The once mighty Euphrates River coursing through Baghdad becoming a memory of yesteryear.
UPDATE 30 April 2014: Almost two weeks after the posting of this report on the military gains being made by the Sunni Islamist insurgency in Iraq, The Wall Street Journal (WSJ) published an article titled "Fledgling Iraqi Military Is Outmatched on Battlefield" which confirms in detail what had been written here previously.
A key quote from the WSJ article:
The article's authors, Matt Bradley and Ali Nabhan, go on to note:
A key quote from the WSJ article:
“More than two years after the last U.S. troops left Iraq, as the country prepares for its first post-occupation parliamentary elections on Wednesday, its demoralized, underequipped military is losing the fight against Islamist militants, who are better armed, better trained, and better motivated, according to Iraqi and American generals, politicians and analysts.”
The article's authors, Matt Bradley and Ali Nabhan, go on to note:
"Even the most basic maneuvers can stymie the Iraqi military. Regional commanders who lack basic knowledge of military logistics often are clumsy when transporting food for soldiers on the move, leaving many enlistees to scrounge for themselves or go hungry, say officers and observers. Without meals, some soldiers simply leave. Though there are no official statistics, military personnel cite desertion as a persistent and growing problem, particularly for troops deployed in Anbar and other areas to the north where ISIS is active.
This is dismaying considering how much time and effort the United States spent in standing up the Iraqi security forces. By the time that U.S. troops pulled out at the end of 2011, the Iraqi security forces numbered more than 600,000 and appeared, at least on paper, to be more than capable of safeguarding their country. Appearances, it turned out, were illusory. The Iraqi troops are perfectly capable of fighting if well-supplied, -supported, and -led. But supplying them–much less planning their operations and providing the kind of integrated intelligence and fire support they need–is beyond the rudimentary abilities of the Iraqi military. U.S. advisers filled in the gaps, but now they are gone and Iraq is spiraling downward.
This is a warning of what could happen in Afghanistan."It is good to know that the persistent study of Bible prophecy will advance the knowledge of any watchful student at least two weeks ahead of current events reported by the secular media.
15 April 2014: The Islamist Al-Qaeda forces in Iraq have shut the water off in Baghdad by closing all of the Falluja Euphrates Dam's gates yesterday. In current foreshadows of Revelation 9 and 16, the bottom of the Euphrates River in its course through Baghdad is showing its sandy bottom very clearly in many places.
Everything south of the Falluja Dam is going to have an unbearably miserable time as the heat of the Iraqi desert is already absolutely overwhelming without water resources. Not in recent memory has the world seen a humanitarian crisis in a major world capital as could emerge from the closing of this dam. Accompanied by the arrival of full-scale war once again in Baghdad and this place could become a literal hell on earth in a very few weeks time.
Recent parades of the Islamist forces and their warfighting hardware in Falluja and Abu Ghraib (adjacent to BIAP - Baghdad Int'l Airport) are showing they have acquired as battlefield spoils quite a number of up-armored Humvees and M-113 APCs the US left behind to re-equip the Iraqi Army after the end of Operation Iraqi Freedom (OIF) a couple of years ago. These forces are under the supreme command of the former "King of Clubs" during OIF, General Izzat Ibrahim al-Duri.
General Al-Duri was Saddam Hussein's top military aide and a key figure within Saddam's Ba'athist dictatorship in Iraq. He successfully eluded capture by US and Coalition forces for the entirety of Operation Iraqi Freedom. He knows things that the Iranian Shi'a overlords of Baghdad do not know. The shutting off of the water supply is the first indication and Warning (I&W) that he intends to take Baghdad very soon and by all means at his disposal. Outside of direct Iranian military intervention, there is nothing much to stop him. At a minimum the near total depopulation of Baghdad is a near-term likelihood.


Find "Annotate this image: element" in the entries below; copy that line through the last, exactly, with no pictures.
Task data: Begin
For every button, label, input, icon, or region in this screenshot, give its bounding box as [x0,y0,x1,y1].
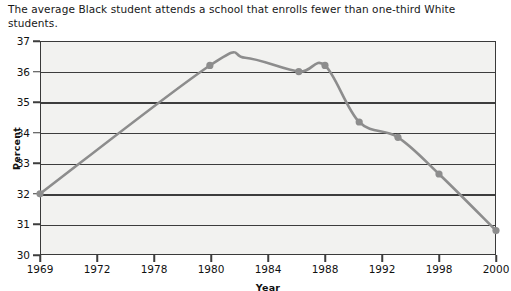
y-tick-label-35: 35 [17,96,30,108]
y-tick-mark-34 [33,132,40,134]
x-tick-label-1988: 1988 [312,263,339,275]
y-tick-mark-37 [33,40,40,42]
y-tick-mark-33 [33,163,40,165]
series-line [40,52,496,230]
x-tick-label-1980: 1980 [198,263,225,275]
data-point-1969 [36,190,43,197]
y-tick-label-30: 30 [17,249,30,261]
y-tick-label-37: 37 [17,35,30,47]
x-tick-label-2000: 2000 [483,263,510,275]
x-tick-label-1998: 1998 [426,263,453,275]
y-tick-label-33: 33 [17,157,30,169]
chart-figure: Percent 3031323334353637 196919721978198… [0,33,511,291]
x-tick-label-1972: 1972 [84,263,111,275]
y-tick-label-36: 36 [17,66,30,78]
data-series [40,41,496,255]
x-tick-label-1969: 1969 [27,263,54,275]
data-point-1998 [435,170,442,177]
y-axis-labels: 3031323334353637 [0,41,40,255]
x-tick-mark-2000 [495,255,497,262]
data-point-1990 [356,118,363,125]
x-tick-mark-1998 [438,255,440,262]
y-tick-mark-31 [33,224,40,226]
x-tick-label-1978: 1978 [141,263,168,275]
y-tick-mark-36 [33,71,40,73]
x-tick-label-1992: 1992 [369,263,396,275]
x-tick-mark-1988 [324,255,326,262]
data-point-1986 [295,68,302,75]
x-tick-mark-1984 [267,255,269,262]
y-tick-mark-35 [33,101,40,103]
x-tick-label-1984: 1984 [255,263,282,275]
chart-caption: The average Black student attends a scho… [8,2,478,30]
x-tick-mark-1972 [96,255,98,262]
x-tick-mark-1978 [153,255,155,262]
y-tick-label-32: 32 [17,188,30,200]
x-tick-mark-1969 [39,255,41,262]
data-point-1988 [321,62,328,69]
data-point-1993 [394,134,401,141]
y-tick-label-31: 31 [17,218,30,230]
x-axis-title: Year [40,282,496,291]
data-point-2000 [492,227,499,234]
data-point-1980 [206,62,213,69]
y-tick-label-34: 34 [17,127,30,139]
x-tick-mark-1980 [210,255,212,262]
x-tick-mark-1992 [381,255,383,262]
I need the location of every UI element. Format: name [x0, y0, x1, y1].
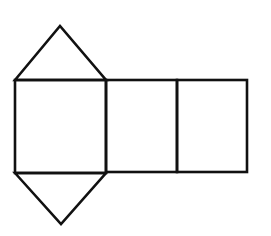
prism-net-diagram	[0, 0, 271, 236]
bottom-triangle-face	[15, 173, 106, 224]
top-triangle-face	[15, 26, 106, 80]
left-rectangle-face	[15, 80, 106, 173]
middle-rectangle-face	[106, 80, 177, 172]
right-rectangle-face	[177, 80, 247, 172]
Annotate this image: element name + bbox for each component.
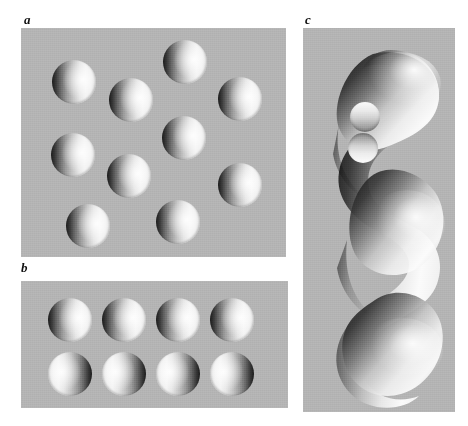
crater-bump [350, 102, 380, 132]
shaded-disc [162, 116, 206, 160]
shaded-disc [51, 133, 95, 177]
shaded-disc [210, 352, 254, 396]
shaded-disc [163, 40, 207, 84]
shaded-disc [156, 200, 200, 244]
crater-dimple [348, 133, 378, 163]
shaded-disc [156, 352, 200, 396]
panel-b [21, 281, 288, 408]
shaded-disc [156, 298, 200, 342]
serpentine-solid-svg [303, 28, 455, 412]
panel-a [21, 28, 286, 257]
panel-label-c: c [305, 13, 311, 26]
shaded-disc [218, 163, 262, 207]
shaded-disc [66, 204, 110, 248]
shaded-disc [102, 352, 146, 396]
shaded-disc [48, 298, 92, 342]
panel-c-serpentine-solid [303, 28, 455, 412]
shape-from-shading-figure: a b c [0, 0, 468, 426]
shaded-disc [218, 77, 262, 121]
panel-label-b: b [21, 261, 28, 274]
panel-a-disc-array [21, 28, 286, 257]
serpentine-highlight-3 [363, 318, 443, 382]
shaded-disc [48, 352, 92, 396]
panel-c [303, 28, 455, 412]
serpentine-highlight-2 [369, 190, 445, 258]
panel-label-a: a [24, 13, 31, 26]
shaded-disc [102, 298, 146, 342]
panel-b-disc-array [21, 281, 288, 408]
shaded-disc [52, 60, 96, 104]
shaded-disc [210, 298, 254, 342]
shaded-disc [109, 78, 153, 122]
shaded-disc [107, 154, 151, 198]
Task data: End
* _Task output_:
Annotate this image: element name + bbox for each component.
crater-bump [350, 102, 380, 132]
shaded-disc [162, 116, 206, 160]
shaded-disc [51, 133, 95, 177]
shaded-disc [210, 352, 254, 396]
shaded-disc [163, 40, 207, 84]
shaded-disc [156, 200, 200, 244]
crater-dimple [348, 133, 378, 163]
shaded-disc [156, 352, 200, 396]
panel-b [21, 281, 288, 408]
shaded-disc [156, 298, 200, 342]
serpentine-solid-svg [303, 28, 455, 412]
panel-a [21, 28, 286, 257]
panel-label-c: c [305, 13, 311, 26]
shaded-disc [218, 163, 262, 207]
shaded-disc [66, 204, 110, 248]
shaded-disc [102, 352, 146, 396]
shaded-disc [48, 298, 92, 342]
panel-c-serpentine-solid [303, 28, 455, 412]
shape-from-shading-figure: a b c [0, 0, 468, 426]
shaded-disc [218, 77, 262, 121]
panel-label-b: b [21, 261, 28, 274]
panel-a-disc-array [21, 28, 286, 257]
serpentine-highlight-3 [363, 318, 443, 382]
shaded-disc [48, 352, 92, 396]
panel-c [303, 28, 455, 412]
serpentine-highlight-2 [369, 190, 445, 258]
panel-label-a: a [24, 13, 31, 26]
shaded-disc [102, 298, 146, 342]
panel-b-disc-array [21, 281, 288, 408]
shaded-disc [52, 60, 96, 104]
shaded-disc [210, 298, 254, 342]
shaded-disc [109, 78, 153, 122]
shaded-disc [107, 154, 151, 198]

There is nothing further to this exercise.